It’s my favourite Monday of the year! The clocks fell back an hour for most of Canada last night so I feel like I’m up extra early and have lots of time to accomplish things today!
Not that this actually works out in practice.
What I Want To Write To Abled-People But Don’t:
How do you talk to a disabled person?
Twice this week, two people who were listening to me talk about the social changes that coincide with disability told me that people just don’t know how to talk to someone in a wheelchair. Now one of these people, a friend, certainly talks to me and the other person works with a service dog group, so they don’t mean themselves. I’ve found what they said to be true. My suggestion is to at least try, because often you’ll be the only person who does. This is often more damaging to my children than to me. Converse with me as you would with anyone–about the kids’ school or activities, education, politics, the arts, travel, our children, the odd weather, upcoming holidays, disability issues, health care reform. If you don’t know me, make the same small talk with me as you would with anyone. If you already know me, I’m truly the same person. If you’re feeling awkward about wheelchair use, work on overcoming that; I don’t feel awkward about it at all but I do sometimes feel absolutely unwelcome when you won’t make eye contact, say hello, or speak to me anymore. If you’re so concerned that you’ll be rude that you’ll freeze up, here are some suggestions, most of which have little to do with what you say and more with safety or manners:
The Knitting Community Has Assholes Too:
So I posted an innocuous, friendly sort of post in the large and voluble lace-knitting forum on Yahoo about knitters with disabilities which keep them from reading charted patterns. Correction–the knitters themselves had brought up their experiences and frustrations, and after some back-and-forth on the subject, I thought, “Hey, let’s see if anyone’s willing to send polite notes to publishers, en masse, to bring the problem to publishers’ attention.” Cos hey, I love my charts and I find following written instructions really difficult, but that doesn’t mean that knitters who can’t read charts due to a disability should have to miss out on the fun.
Well goddamn, you would not believe the sheer hostility that erupted. One woman in particular posted a rambling screed about how her mother had polio, but “overcame” her disability and got angry when people offered to help her; she then claimed that the knitting world didn’t need to be “fixed,” and that she was being discriminated against. I’m not sure how anyone is discriminating against this able-bodied person; did a brigade of visually-impaired and neuroatypical knitters march up to her house and forcibly steal her charted patterns? (Given how hostile her response was, I think I’d enjoy seeing that!) Language about “preferences” (a very different thing from a disability) and defensiveness about how it’s okay to like charts proliferated in the discussion. If suggesting that all knitters should get to enjoy their craft is such an offensive idea–if the idea of someone else sharing the dignity means, to these people, that there’s suddenly not enough dignity to go around, as if dignity was some kind of limited-quantity resource–then yes, the knitting world does need fixing. Then again, the world in general could use a little fixing, by those standards.
Last week on Curb Your Enthusiasm, Larry meets a woman named Denise in a coffee shop. They flirt and Larry asks her out. Larry is excited about it… until he sees Denise is in a wheelchair.
Larry is clearly repulsed by the idea of going out with Denise but as he tells his friend Jeff, “I was stuck. I didn’t want her to think I was a bad guy.” Jeff tries to reassure Larry that it’ll be okay to date a woman in a wheelchair by saying, “It’s an adventure, it’s an adventure.” Yeah, Larry, dating a woman who can’t walk is like a trip to see the freaky disabled woman in the sideshow at the circus. Who knows, she may even get frisky with ya. That’ll be adventurous, for sure.
So they go on their date. As Larry pushes Denise up to the restaurant’s entrance he says, “If we’re going to have a second date, you’re going to have to get an electric chair. I’m not doing this again.” Cue symphony of tiny violins.
In the news:
House bill likely to include long-term health care [US]
House health care legislation expected within days is likely to include a new long-term care insurance program to help seniors and disabled people stay out of nursing homes, senior Democrats say.
The voluntary program would begin to close a gap in the social safety net overlooked in the broader health care debate, but it must overcome objections from insurance companies that sell long-term care coverage and from fiscal conservatives.
Female veterans complain of less pain than men [Warning: This is a mainstream media discussion of a medical report.]
Female veterans of the Iraq and Afghanistan wars are less likely to complain of painful physical conditions than their male counterparts, according to a U.S. study.
The study of more than 91,000 U.S. veterans runs counter to what is seen in the general population where women typically show higher rates of chronic pain conditions, including migraines, fibromyalgia and persistent abdominal pain.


■ The problem ■
Every line of the material below that holds the string "dotted" should be copied.

■ Data shown ■

================================

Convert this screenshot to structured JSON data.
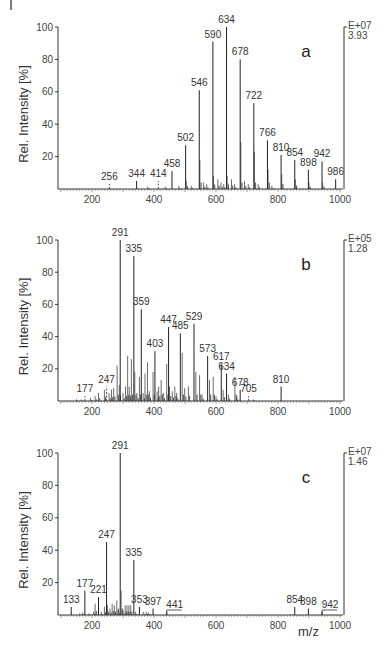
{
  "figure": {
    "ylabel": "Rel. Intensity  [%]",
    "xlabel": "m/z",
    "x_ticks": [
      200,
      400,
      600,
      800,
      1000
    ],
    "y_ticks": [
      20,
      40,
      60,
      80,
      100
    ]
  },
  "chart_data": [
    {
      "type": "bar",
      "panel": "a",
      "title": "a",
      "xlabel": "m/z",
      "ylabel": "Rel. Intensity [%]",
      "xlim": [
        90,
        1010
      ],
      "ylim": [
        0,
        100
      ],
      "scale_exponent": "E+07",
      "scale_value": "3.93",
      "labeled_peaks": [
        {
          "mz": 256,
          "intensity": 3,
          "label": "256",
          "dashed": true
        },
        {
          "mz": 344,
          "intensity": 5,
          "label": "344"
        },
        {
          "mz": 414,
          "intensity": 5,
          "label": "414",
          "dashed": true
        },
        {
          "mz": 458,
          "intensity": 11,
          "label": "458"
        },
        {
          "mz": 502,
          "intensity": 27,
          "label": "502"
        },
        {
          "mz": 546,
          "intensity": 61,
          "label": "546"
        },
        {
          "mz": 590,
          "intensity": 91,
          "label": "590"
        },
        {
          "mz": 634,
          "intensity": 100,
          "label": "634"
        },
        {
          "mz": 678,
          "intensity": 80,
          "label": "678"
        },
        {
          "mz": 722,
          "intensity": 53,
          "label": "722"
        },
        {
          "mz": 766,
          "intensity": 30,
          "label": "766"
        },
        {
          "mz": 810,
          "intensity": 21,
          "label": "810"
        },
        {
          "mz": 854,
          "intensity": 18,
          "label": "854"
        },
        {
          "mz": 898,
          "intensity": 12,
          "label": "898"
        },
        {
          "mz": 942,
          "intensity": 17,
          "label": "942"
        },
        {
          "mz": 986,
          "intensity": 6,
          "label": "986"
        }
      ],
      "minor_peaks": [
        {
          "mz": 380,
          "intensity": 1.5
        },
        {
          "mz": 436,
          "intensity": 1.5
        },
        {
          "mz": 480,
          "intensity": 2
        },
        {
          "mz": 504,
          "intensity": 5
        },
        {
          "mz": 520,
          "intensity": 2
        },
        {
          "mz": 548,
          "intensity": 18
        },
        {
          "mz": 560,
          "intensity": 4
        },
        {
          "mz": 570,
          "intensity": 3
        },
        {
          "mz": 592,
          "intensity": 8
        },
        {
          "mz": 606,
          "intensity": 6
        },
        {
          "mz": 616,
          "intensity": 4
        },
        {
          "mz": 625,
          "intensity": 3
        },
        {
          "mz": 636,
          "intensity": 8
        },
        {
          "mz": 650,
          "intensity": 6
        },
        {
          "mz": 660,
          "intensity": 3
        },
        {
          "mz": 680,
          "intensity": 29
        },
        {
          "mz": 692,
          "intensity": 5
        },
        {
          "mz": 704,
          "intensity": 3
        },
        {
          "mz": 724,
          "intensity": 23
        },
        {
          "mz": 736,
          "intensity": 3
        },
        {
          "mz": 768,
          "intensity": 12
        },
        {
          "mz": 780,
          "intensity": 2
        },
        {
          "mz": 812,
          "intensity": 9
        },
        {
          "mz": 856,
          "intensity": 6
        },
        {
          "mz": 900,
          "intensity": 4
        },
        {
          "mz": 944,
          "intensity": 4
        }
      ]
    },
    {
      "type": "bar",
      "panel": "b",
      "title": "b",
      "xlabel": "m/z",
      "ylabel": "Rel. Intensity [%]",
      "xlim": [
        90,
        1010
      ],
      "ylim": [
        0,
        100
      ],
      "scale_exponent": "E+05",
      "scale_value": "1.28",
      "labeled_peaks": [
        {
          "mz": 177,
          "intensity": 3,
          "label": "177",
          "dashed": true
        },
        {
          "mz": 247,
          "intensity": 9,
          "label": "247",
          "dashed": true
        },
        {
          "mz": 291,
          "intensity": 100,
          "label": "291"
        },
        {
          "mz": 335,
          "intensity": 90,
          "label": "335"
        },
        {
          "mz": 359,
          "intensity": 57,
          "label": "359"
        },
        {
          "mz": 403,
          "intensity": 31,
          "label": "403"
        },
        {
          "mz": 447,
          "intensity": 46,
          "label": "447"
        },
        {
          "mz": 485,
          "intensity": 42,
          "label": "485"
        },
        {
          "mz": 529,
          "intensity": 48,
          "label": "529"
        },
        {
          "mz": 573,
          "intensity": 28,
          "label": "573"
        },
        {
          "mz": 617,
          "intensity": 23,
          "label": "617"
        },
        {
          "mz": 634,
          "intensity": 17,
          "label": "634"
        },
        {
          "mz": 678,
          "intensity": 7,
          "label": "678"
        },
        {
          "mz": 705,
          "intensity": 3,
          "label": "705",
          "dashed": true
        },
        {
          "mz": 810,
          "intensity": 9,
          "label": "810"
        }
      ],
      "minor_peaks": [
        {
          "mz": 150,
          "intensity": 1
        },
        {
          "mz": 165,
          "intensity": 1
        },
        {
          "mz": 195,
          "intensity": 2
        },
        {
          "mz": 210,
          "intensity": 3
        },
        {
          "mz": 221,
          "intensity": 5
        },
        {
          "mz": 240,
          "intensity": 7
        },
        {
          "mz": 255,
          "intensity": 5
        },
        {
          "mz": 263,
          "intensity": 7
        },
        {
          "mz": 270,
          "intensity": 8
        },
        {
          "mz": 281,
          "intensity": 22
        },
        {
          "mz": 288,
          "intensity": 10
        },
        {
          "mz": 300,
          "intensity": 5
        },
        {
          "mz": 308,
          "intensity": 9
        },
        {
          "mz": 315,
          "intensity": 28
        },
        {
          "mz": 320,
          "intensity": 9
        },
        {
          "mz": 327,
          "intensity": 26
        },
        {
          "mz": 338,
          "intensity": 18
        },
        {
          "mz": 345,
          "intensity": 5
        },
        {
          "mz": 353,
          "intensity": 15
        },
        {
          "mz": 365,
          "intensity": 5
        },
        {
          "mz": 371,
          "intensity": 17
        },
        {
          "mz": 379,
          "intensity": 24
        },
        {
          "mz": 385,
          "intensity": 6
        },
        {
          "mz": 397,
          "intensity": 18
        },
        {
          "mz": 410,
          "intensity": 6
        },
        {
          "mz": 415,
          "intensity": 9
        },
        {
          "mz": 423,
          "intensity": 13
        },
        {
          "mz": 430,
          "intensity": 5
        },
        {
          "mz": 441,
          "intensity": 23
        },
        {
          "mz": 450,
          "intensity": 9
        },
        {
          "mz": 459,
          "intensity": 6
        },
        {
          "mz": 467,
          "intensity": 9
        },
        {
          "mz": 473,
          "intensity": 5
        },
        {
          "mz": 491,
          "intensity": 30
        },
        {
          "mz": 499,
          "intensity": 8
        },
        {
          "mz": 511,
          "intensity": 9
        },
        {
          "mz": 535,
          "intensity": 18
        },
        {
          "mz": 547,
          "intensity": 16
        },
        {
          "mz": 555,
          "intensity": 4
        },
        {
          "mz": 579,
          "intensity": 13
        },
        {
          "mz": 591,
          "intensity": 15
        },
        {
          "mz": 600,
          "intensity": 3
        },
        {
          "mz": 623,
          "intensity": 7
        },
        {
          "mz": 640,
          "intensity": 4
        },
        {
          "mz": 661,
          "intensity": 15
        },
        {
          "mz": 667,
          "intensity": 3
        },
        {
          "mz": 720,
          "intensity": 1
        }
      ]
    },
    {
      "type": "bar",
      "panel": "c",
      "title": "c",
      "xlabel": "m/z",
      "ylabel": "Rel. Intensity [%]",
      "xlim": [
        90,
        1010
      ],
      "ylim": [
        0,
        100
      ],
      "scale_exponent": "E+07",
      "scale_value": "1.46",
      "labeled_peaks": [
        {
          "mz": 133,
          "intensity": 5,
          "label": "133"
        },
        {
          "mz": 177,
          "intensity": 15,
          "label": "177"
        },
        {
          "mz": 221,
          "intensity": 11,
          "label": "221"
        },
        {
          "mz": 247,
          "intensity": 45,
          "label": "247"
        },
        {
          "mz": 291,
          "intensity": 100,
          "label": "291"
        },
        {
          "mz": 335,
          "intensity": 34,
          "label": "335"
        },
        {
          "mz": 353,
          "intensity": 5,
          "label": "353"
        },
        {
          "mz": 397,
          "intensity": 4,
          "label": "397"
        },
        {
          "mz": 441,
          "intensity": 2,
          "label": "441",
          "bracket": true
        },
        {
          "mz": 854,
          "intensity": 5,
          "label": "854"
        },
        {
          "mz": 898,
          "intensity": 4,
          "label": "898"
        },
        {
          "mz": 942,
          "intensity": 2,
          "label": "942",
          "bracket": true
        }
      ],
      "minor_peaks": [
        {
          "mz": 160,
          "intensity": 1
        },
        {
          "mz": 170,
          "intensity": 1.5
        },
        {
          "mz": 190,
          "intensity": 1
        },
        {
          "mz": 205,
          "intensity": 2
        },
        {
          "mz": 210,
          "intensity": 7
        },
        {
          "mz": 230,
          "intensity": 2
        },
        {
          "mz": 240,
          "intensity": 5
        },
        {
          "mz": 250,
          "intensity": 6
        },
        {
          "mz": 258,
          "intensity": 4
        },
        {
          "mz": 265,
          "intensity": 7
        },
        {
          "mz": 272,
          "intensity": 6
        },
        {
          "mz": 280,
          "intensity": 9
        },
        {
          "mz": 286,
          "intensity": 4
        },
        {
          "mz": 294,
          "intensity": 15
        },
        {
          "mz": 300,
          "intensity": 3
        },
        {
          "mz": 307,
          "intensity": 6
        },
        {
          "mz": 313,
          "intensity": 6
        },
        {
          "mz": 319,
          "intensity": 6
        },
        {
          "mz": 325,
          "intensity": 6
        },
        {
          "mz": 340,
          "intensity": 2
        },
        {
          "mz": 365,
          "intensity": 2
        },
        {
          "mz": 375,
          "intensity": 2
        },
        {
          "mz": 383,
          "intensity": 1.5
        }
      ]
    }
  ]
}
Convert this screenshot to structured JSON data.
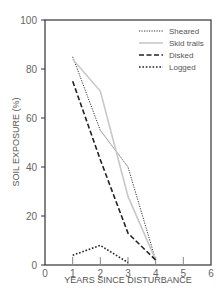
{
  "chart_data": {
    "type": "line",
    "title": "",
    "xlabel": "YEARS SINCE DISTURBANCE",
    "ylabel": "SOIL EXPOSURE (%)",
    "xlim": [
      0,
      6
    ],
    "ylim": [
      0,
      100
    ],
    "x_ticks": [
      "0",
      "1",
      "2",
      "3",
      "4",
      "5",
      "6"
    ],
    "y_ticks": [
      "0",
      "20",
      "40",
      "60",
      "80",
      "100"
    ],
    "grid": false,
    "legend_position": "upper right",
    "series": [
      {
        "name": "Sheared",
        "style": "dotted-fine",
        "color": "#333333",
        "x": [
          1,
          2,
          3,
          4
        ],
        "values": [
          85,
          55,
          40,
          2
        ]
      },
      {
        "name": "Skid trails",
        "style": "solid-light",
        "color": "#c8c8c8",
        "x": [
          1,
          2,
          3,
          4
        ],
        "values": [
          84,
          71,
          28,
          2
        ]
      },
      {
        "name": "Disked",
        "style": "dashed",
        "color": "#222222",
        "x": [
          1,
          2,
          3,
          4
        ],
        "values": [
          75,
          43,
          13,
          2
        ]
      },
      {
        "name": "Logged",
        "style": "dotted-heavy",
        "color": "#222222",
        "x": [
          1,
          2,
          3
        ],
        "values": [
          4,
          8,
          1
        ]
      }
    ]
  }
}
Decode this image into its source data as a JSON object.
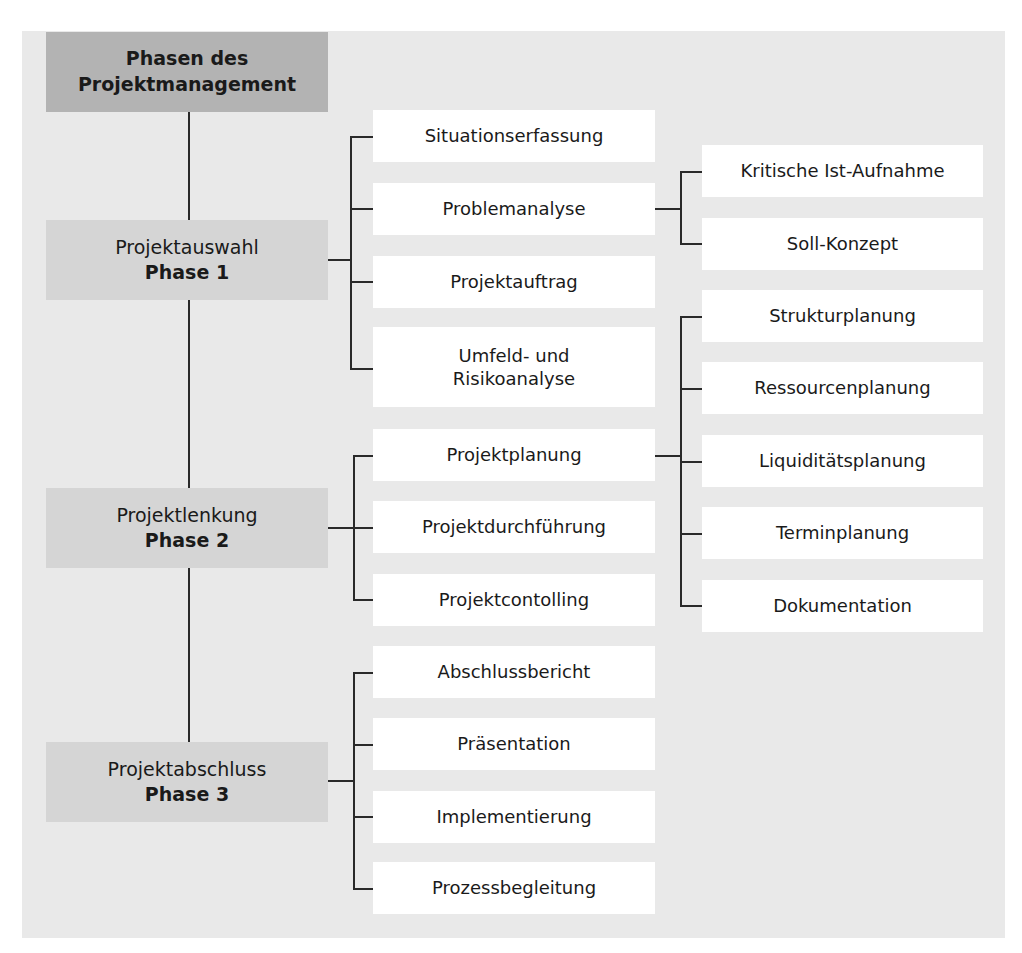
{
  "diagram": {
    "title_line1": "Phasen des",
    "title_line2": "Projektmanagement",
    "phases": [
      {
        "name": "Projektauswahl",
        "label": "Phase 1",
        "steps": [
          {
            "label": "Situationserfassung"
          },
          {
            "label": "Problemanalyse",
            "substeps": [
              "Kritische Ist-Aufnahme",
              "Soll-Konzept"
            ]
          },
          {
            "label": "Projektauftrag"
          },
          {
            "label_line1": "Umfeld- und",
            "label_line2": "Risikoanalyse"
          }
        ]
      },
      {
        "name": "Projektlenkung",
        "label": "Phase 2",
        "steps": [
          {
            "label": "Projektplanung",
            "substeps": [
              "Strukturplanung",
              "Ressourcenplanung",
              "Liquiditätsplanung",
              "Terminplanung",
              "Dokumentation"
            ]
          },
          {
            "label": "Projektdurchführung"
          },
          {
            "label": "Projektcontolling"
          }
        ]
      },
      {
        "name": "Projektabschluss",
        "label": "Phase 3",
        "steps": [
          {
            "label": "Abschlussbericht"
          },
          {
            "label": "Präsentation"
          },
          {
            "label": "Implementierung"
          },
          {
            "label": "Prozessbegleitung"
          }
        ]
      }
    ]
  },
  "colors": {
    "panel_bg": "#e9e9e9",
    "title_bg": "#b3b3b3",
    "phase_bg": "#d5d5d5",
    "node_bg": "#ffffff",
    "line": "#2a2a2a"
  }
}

================================

■ Answer section ■
        "style": "dotted-fine",
        "style": "dotted-heavy",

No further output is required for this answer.